I found a five-dollar note and gave it to him. ‘Go the Roys.’
‘You’re a prince among men,’ the man said. ‘Go Roys, make a noise.’
The future Yarra Cove was much larger than it had appeared on Gerry Schuster’s computer screen. I parked near a wooden observation platform next to one of the three site gates. A burly man in a dark-blue uniform with a red shoulder patch that said AdvanceGuard was talking to the driver of a ute in the gateway.
There must have been twenty earthmoving vehicles, giant yellow insects, attacking the glum expanse of grey mud. At least as many trucks moved around the area on temporary roads, stretches of coarse aggregate sinking into the clay.
Not a trace remained of anything that had been there before.
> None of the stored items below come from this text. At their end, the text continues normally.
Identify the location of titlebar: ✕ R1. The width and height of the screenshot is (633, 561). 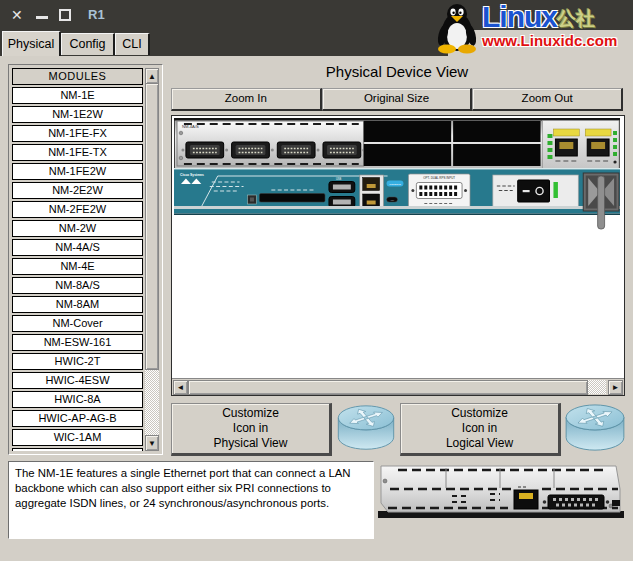
(316, 15).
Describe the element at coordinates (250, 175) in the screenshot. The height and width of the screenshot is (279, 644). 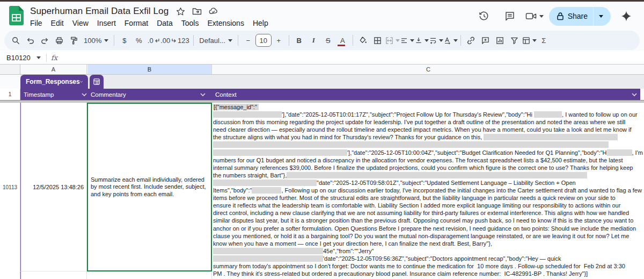
I see `context-text: the numbers straight, Bart"},` at that location.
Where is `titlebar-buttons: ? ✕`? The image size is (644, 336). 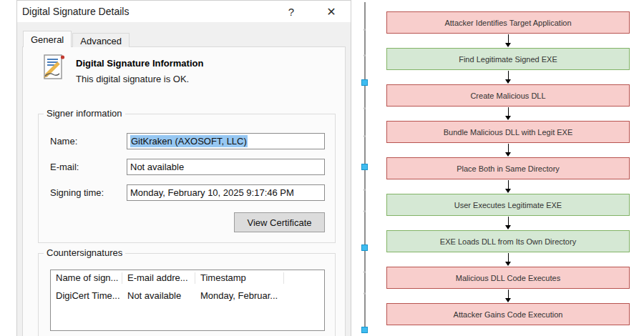
titlebar-buttons: ? ✕ is located at coordinates (311, 11).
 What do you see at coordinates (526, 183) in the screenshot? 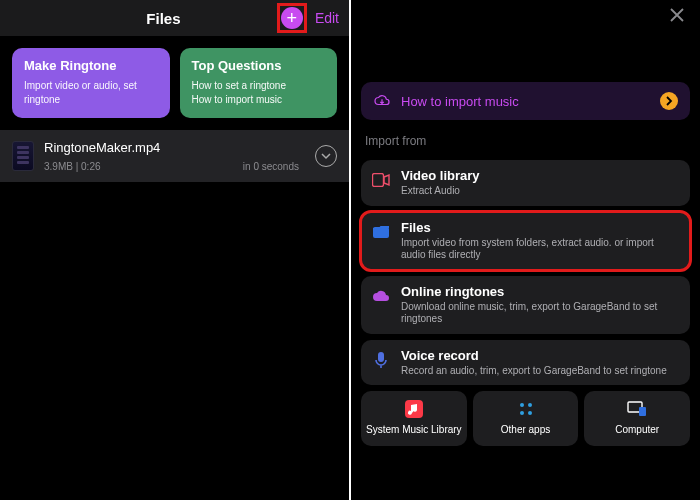
I see `option-video-library: Video library Extract Audio` at bounding box center [526, 183].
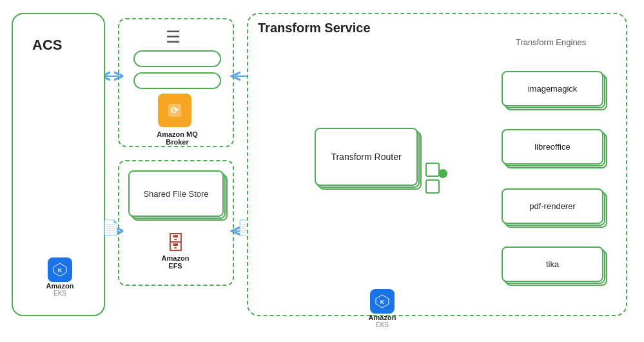 This screenshot has height=342, width=644. I want to click on engine-tika: tika, so click(552, 265).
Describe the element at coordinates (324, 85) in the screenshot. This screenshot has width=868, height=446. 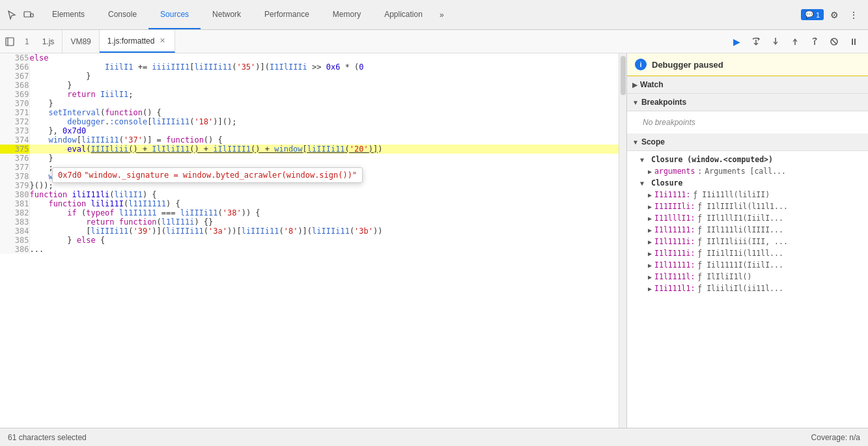
I see `line-code: }` at that location.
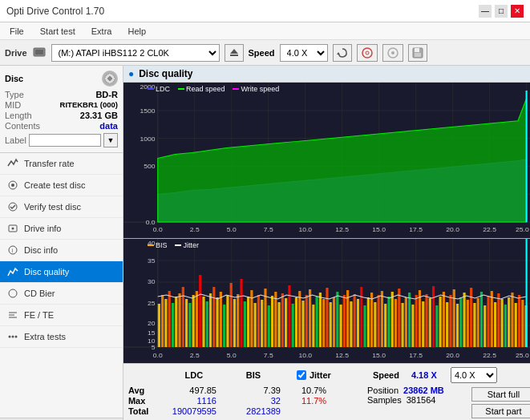  I want to click on speed-select: 4.0 X, so click(304, 53).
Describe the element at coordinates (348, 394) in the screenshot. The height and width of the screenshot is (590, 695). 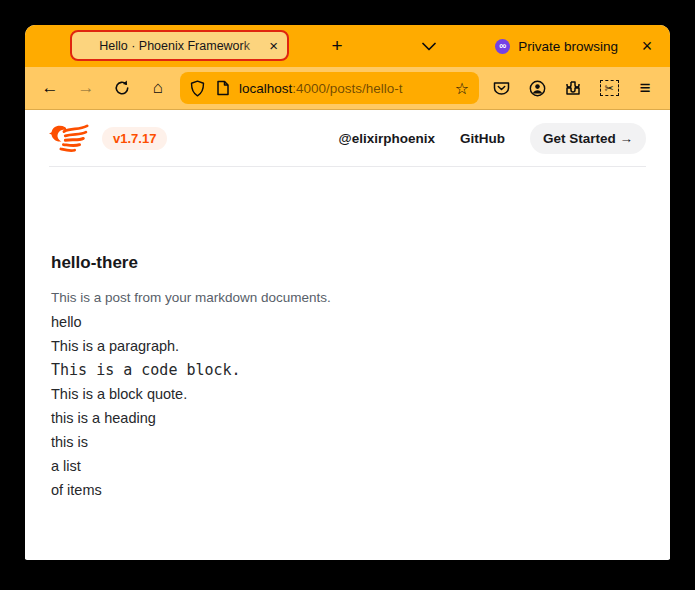
I see `post-line: This is a block quote.` at that location.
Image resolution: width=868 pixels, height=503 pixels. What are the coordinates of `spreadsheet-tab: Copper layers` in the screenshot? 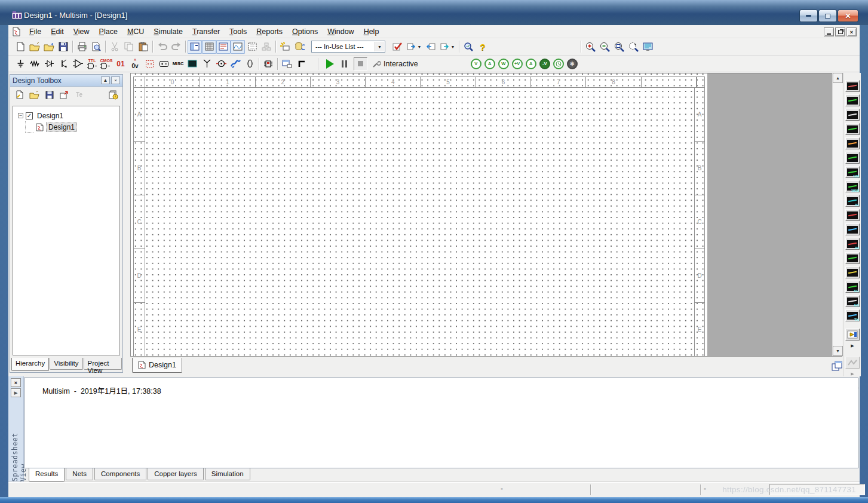 It's located at (176, 474).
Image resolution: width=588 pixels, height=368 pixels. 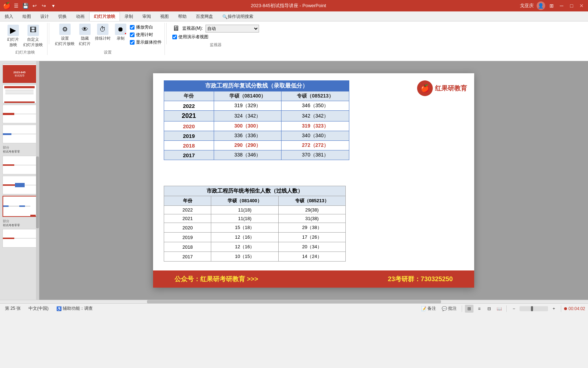 What do you see at coordinates (33, 36) in the screenshot?
I see `custom-slideshow-button: 🎞 自定义幻灯片放映` at bounding box center [33, 36].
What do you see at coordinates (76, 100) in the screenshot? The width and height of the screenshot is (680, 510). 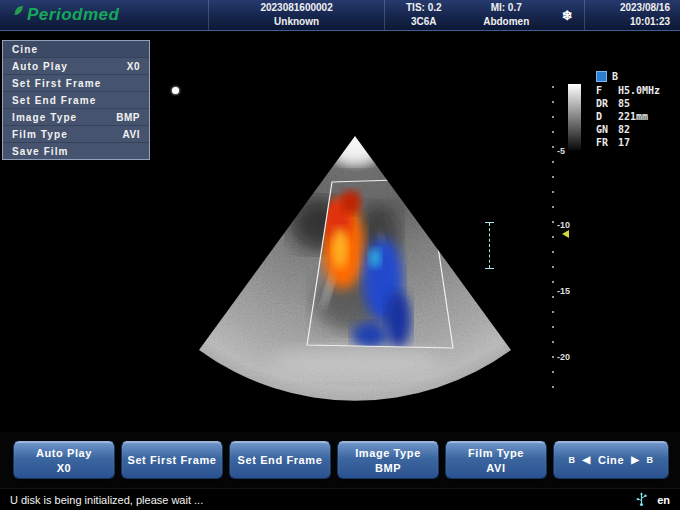 I see `menu-item-set-end-frame: Set End Frame` at bounding box center [76, 100].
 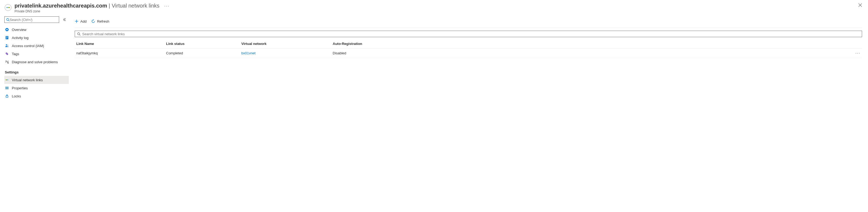 What do you see at coordinates (20, 38) in the screenshot?
I see `nav-label: Activity log` at bounding box center [20, 38].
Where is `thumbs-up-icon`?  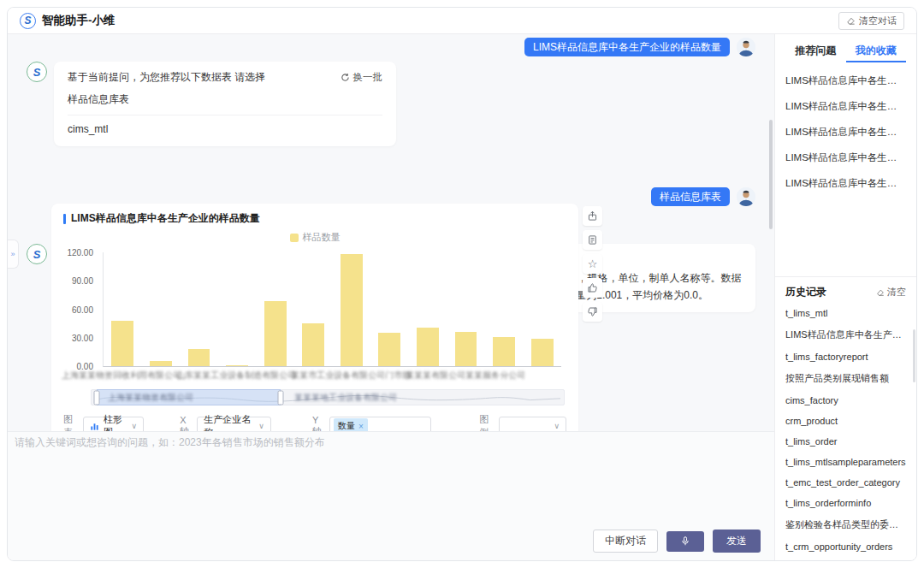
thumbs-up-icon is located at coordinates (592, 287).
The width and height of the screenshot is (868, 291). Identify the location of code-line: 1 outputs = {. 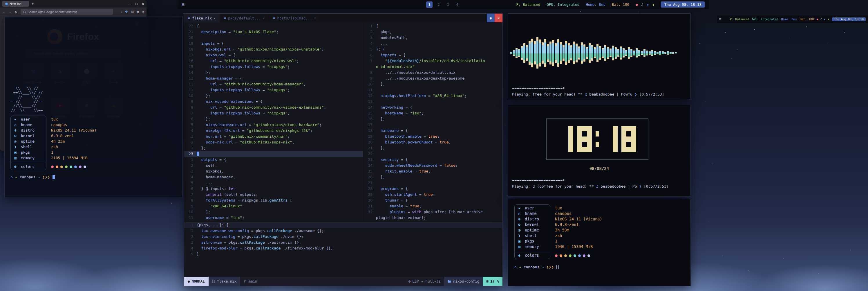
(274, 160).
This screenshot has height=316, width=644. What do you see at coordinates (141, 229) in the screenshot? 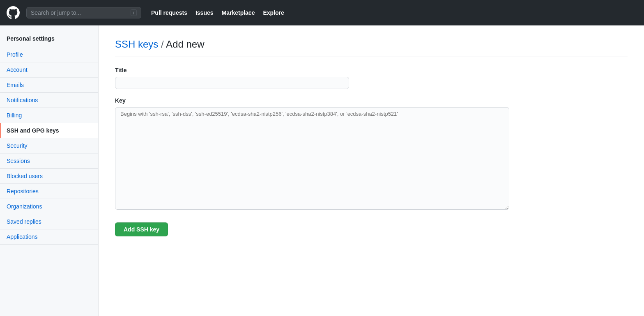
I see `add-ssh-key-button: Add SSH key` at bounding box center [141, 229].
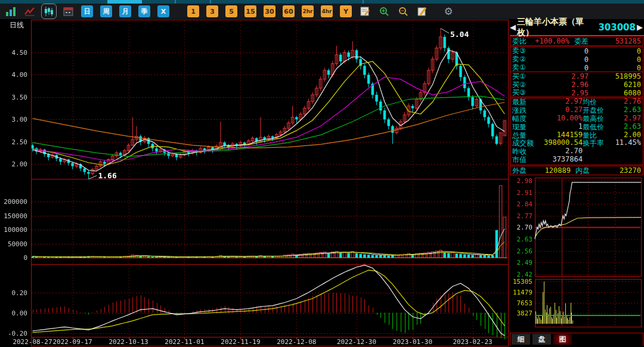 The width and height of the screenshot is (644, 347). Describe the element at coordinates (144, 11) in the screenshot. I see `period-button-季: 季` at that location.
I stood at the rail, ten metres up, and after a while the ripping and pushing of the machines began to make some sense. They were gouging massive trenches, the width of streets, running from the waterfront. All of them led to an oval-shaped area, bigger than a football field, marked out with yellow nylon cord threaded through the eyes of metre-high steel needles stuck in the ground. The site huts, a small village of them, were in the middle of the oval. Eventually, the oval would be a yacht basin, with the trenches becoming canals leading from the riverfront. The Hoagland flats must have stood where a small digger was unearthing pipes in one ploughed-up patch.
For a while, caught up in the sheer scale of the operation, I watched the machines roaring and grinding, scooping and reversing, dumping, wheeling, their grey breaths pumping out and being snatched by the sharp- toothed little wind off the river. The whole scene was one of power: man and machine changing a landscape by sheer force.
This was what it was all about.
Sheer force.
Anne Jeppeson thought she was taking on the power of Heartless Bureaucracy. What hit her was the sheer force of Money.
She died so that someone could make a fortune out of rich people’s desire to park their boats outside their front doors.
It came to me with absolute certainty that my little inquiry into the lives and deaths of Danny McKillop and Anne Jeppeson was of no consequence whatsoever. Nothing would change what had happened, no-one would be called to account for it. Anne, Danny, Ronnie Bishop, the doctor, me—we were all just minor nuisances.
I felt like shouting Fuck into the wind but there was someone else on the platform, a thin man with a week’s grey stubble and wispy hair sticking out from under a beanie. He was drinking a can of Vic Bitter. Looking at me, he drained the can and threw it over his shoulder. ‘Used to live here,’ he shouted over the noise. ‘Fucking shithole.